Custom ISAs for ZK-Proving
Now we’ll head into the land of custom ISAs designed for specific goals as opposed to the generic approaches we’ve already covered. We’ll start with those from the ZK world. Cairo is StarkWare’s virtual CPU designed for STARK proving. Cairo is neither a register machine nor a stack machine but a bit of a hybrid. Cairo does have several registers including a pc but all other data lives in a single array of memory. Cairo has a small instruction set focusing on memory ops, arithmetic, and flow control. By design valid Cairo execution traces can be defined by a single set of polynomials, essentially a specified arithmetization of an ISA as opposed to just an ISA. Not entirely surprisingly given Cairo was designed for zk-proving, Cairo has a number of features allowing for efficient STARK proving. All instructions in Cairo are designed to happen within the field used for proving meaning no need for decomposition, there is a fixed trace length per step, a lack of dynamic jumps, simple instructions encoded into a single field element, and chiplets which allow the ISA to be extended for specific tasks without the main trace being impacted, for example a dedicated table is used for Pedersen hashing where the Cairo CPU inputs to the table and then reads the output without doing the task itself. The raw execution speed of Cairo is slower than typical WASM or EVM but given its aim of cheap and quick proving that’s an acceptable tradeoff. Cairo isn’t alone in the ZK space here, Miden and Valida have both proposed their own approaches. Miden is similar in design to Cairo and can be considered a stack machine with chiplets. Miden stores programs as Merkelized Abstract Syntax Trees as opposed to linear bytecode allowing the program to be committed to in a single hash and the execution flow to be proven by opening the path as the program runs. This is an idea also seen in Simplicity.

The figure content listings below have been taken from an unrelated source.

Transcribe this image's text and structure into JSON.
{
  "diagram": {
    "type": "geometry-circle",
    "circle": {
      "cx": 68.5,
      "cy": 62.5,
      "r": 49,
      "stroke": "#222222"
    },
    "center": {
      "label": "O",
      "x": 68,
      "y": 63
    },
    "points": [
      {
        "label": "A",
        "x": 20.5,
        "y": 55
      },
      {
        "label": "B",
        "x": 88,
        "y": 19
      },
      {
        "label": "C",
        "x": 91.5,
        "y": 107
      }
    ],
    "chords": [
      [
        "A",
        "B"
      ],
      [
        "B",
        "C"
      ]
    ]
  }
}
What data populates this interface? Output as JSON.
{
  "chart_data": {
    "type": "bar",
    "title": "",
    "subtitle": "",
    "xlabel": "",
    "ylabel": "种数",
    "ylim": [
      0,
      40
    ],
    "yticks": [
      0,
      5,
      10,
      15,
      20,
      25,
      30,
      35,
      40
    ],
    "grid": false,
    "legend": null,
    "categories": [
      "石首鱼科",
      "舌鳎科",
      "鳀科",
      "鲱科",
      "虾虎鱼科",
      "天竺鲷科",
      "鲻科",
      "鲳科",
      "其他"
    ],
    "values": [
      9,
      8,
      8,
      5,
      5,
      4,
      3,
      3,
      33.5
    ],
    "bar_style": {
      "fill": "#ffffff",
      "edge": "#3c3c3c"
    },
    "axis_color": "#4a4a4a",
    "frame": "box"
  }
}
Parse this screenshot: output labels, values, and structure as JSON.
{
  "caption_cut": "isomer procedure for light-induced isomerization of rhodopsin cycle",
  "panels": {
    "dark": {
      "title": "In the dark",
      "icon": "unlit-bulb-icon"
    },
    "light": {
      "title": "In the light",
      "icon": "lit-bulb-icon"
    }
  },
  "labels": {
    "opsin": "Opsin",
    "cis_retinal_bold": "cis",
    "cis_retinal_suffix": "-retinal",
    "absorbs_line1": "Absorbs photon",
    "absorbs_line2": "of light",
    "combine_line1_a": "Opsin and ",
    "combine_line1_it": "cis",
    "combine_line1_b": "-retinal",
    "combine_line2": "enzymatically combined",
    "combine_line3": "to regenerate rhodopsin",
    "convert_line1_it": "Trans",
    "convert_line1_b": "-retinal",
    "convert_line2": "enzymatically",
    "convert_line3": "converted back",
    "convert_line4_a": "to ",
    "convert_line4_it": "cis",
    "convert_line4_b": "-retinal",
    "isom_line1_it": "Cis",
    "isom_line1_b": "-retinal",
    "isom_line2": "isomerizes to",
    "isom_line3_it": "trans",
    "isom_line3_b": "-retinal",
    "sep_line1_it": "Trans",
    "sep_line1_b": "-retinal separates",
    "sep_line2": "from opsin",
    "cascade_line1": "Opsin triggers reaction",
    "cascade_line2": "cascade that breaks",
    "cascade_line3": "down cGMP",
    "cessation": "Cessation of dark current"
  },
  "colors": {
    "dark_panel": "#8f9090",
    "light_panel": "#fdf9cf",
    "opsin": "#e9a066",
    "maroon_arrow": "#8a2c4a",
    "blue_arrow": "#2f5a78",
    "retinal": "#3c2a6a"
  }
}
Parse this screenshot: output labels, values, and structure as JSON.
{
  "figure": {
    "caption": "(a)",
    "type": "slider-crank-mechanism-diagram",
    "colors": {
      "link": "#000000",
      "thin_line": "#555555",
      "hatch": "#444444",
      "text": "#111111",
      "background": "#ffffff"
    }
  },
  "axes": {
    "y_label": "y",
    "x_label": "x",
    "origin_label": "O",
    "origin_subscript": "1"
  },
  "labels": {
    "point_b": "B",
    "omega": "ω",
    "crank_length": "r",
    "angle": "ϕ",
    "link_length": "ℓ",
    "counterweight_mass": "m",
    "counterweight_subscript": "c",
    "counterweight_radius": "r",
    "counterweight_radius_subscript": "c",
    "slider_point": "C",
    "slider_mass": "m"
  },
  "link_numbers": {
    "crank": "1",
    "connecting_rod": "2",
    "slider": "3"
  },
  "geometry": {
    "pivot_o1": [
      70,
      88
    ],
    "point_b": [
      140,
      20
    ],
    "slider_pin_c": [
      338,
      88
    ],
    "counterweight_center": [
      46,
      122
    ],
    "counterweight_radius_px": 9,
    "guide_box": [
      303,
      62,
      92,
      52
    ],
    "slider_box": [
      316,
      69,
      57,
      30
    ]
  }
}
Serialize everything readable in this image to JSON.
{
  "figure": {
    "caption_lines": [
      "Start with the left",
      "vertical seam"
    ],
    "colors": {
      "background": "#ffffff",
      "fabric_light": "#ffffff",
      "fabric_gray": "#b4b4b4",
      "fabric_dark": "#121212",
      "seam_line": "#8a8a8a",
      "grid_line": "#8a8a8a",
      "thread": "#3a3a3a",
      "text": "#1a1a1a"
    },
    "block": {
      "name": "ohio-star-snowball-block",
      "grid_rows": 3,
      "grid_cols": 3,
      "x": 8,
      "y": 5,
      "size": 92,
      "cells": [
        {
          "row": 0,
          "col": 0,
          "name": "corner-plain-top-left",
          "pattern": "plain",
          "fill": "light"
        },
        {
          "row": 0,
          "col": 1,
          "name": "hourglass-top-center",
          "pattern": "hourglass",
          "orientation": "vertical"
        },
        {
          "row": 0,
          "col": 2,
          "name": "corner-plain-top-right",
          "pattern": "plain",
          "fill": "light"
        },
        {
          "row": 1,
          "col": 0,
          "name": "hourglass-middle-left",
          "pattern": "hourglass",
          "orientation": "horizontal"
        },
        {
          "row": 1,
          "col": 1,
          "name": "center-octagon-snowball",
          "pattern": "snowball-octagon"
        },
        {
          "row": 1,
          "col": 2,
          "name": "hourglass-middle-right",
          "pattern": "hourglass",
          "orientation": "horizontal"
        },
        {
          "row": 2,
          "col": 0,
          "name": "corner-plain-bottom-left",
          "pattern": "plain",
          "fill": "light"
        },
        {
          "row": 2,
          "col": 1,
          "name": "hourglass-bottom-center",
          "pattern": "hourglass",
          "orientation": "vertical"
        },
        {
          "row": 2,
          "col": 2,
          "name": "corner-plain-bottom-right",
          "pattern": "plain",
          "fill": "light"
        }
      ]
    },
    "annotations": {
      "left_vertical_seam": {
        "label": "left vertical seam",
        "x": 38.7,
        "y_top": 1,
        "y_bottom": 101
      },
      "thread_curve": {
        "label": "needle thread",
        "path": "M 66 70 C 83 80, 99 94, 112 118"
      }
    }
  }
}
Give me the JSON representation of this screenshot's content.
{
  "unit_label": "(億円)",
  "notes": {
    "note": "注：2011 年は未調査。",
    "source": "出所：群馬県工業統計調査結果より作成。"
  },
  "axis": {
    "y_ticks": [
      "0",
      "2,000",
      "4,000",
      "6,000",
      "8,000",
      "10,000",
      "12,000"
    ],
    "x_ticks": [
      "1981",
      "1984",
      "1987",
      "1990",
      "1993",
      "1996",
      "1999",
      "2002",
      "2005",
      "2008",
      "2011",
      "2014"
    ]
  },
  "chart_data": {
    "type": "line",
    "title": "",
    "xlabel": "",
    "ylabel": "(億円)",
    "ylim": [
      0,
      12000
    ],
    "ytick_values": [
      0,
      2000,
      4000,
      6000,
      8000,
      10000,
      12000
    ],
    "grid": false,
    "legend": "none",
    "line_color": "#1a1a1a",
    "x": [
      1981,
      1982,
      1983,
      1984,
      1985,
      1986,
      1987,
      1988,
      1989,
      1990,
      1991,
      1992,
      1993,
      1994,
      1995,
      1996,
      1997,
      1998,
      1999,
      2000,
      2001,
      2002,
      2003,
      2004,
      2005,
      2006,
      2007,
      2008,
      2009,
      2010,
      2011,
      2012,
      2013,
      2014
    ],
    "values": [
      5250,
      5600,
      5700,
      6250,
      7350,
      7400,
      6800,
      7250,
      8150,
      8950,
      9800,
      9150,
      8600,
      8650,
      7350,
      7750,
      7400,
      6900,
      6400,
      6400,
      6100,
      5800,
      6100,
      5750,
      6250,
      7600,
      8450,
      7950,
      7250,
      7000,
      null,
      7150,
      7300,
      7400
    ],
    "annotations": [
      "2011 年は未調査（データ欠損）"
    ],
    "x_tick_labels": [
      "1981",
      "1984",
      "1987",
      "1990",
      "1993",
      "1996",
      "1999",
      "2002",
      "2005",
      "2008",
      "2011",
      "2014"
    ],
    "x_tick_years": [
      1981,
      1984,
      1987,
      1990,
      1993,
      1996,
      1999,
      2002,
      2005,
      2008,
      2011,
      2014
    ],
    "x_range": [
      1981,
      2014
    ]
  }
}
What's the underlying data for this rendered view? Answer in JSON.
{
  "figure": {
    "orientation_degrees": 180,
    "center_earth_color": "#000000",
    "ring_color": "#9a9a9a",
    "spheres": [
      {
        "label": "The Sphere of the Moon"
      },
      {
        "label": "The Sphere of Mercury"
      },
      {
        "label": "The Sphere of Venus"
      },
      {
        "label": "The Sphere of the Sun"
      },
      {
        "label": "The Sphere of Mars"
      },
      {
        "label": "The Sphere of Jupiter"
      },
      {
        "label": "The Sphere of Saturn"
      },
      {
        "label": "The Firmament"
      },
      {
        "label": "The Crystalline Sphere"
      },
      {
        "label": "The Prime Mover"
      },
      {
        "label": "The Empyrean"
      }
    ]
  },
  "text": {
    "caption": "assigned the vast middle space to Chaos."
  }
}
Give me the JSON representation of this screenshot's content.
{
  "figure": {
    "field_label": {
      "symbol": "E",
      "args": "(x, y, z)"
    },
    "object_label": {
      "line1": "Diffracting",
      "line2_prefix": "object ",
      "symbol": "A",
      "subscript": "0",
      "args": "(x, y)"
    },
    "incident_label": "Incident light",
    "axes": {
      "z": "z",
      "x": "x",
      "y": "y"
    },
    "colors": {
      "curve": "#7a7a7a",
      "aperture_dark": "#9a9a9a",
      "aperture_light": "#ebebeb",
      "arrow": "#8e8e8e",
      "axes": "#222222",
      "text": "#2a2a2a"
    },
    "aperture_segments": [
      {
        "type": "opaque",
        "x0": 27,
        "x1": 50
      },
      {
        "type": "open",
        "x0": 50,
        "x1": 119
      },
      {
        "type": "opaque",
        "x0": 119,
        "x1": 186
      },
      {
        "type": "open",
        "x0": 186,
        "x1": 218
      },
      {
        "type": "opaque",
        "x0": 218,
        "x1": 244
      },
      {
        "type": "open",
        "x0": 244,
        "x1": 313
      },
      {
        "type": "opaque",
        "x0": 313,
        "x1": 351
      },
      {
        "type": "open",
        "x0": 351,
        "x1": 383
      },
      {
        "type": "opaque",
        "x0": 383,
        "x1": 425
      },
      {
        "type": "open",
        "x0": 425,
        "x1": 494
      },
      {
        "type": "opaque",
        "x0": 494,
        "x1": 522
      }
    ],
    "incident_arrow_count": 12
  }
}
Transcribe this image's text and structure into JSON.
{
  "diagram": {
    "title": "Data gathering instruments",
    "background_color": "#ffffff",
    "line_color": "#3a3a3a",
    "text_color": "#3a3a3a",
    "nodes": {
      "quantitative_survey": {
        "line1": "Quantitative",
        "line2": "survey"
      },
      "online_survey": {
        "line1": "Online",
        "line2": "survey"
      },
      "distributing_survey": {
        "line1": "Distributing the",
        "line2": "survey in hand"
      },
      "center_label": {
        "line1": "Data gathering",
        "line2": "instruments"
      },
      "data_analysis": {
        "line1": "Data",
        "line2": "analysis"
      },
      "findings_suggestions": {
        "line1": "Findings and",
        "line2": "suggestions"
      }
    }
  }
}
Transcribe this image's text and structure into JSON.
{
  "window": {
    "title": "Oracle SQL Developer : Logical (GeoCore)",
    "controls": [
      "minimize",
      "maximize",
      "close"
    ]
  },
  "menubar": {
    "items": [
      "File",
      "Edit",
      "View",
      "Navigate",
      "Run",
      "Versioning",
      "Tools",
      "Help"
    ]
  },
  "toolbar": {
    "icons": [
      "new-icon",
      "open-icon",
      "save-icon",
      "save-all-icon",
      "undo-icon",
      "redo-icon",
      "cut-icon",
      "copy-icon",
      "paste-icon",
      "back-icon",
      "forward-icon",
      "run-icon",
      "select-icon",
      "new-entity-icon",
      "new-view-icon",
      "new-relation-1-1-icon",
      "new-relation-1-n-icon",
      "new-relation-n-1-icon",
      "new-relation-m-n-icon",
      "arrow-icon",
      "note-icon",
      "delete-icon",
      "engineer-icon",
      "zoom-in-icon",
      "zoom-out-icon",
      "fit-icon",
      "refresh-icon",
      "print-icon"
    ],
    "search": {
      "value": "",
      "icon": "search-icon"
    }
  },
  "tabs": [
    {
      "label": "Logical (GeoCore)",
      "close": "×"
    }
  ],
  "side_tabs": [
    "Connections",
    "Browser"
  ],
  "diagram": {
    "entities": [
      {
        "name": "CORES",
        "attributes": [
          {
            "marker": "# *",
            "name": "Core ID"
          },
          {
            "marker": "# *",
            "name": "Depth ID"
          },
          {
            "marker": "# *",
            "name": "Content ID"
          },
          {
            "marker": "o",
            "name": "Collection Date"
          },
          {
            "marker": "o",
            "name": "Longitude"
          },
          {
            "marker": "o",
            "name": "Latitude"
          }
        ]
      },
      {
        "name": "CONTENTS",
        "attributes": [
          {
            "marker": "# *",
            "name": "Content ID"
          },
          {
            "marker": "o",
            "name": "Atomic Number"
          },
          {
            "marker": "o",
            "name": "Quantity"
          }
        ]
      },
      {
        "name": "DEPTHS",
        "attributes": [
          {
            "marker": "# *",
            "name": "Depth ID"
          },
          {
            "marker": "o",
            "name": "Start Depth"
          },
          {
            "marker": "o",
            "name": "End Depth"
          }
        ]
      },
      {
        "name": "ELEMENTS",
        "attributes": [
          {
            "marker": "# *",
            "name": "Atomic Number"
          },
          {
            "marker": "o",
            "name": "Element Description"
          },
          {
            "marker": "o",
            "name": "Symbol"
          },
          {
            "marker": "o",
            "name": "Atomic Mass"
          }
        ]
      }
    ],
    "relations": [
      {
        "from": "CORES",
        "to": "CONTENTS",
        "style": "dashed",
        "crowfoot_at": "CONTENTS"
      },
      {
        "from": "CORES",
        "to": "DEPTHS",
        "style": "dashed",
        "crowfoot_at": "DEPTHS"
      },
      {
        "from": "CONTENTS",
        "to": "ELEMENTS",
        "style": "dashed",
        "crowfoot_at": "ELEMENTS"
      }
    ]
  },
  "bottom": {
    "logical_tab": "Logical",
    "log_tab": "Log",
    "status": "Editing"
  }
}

Alternative non-ZK VM Approaches
MoveVM is a register-based stackless VM, it operates on a fixed number of local slots rather than a push/pop stack, and emphasizes safety and formal verification. While not designed for zk-proofs, its bytecode is verifiable. The approach lets the node precompute read/write sets and dispatch non-conflicting transactions in parallel. Sui enforces an object-oriented global state model, each piece of data is owned, and transactions declare exactly which objects they read and mutate. Because the global state is decomposed into independent objects and no implicit global storage exists, transactions that touch disjoint sets of objects are parallelizable by construction. The MoveVM itself is small and fast, with fewer than 50 core opcodes, no dynamic jumps, no re-entrancy, and a complete static type system with linear resource semantics. The SVM, or more correctly eBPF, is a VM originally designed for kernel-mode sandboxing. The eBPF VM is register-based with ten 64-bit general-purpose registers, a program counter, and two stack pointers. It uses a RISC-style instruction set with fixed-size 64-bit opcodes, JIT-compiled to native x86 at runtime for near-native performance. Contracts are deployed as ELF-compiled shared objects, written in Rust and compiled to eBPF via LLVM. Solana mandates that each transaction statically declare the full set of accounts it will access and whether each access is read or write. This enables the runtime to deterministically schedule transactions in parallel across cores, avoiding runtime data contention and eliminating the need for a global mutex. eBPF’s constrained memory model, no arbitrary memory access, enforced via bounds checking, lack of dynamic allocation, and structured control flow, verified via AOT analysis, make it a secure yet performant runtime.
Conclusion
While the EVM dominates today through its extensive tooling and developer network effects, alternative approaches offer compelling advantages for specific use cases. RISC-V provides potential ZK-proving efficiency and hardware acceleration, WASM brings speed and memory safety, while custom ISAs like Cairo optimize specifically for zero-knowledge proof generation.
However, the path forward must prioritize backwards compatibility above all. The EVM's greatest strength lies in its massive developer ecosystem and the shared knowledge around Solidity. Forcing developers to learn entirely new programming languages or paradigms would erode this critical moat and squander the accumulated value of thousands of tutorials, tools, libraries, and infrastructure components built around the current system.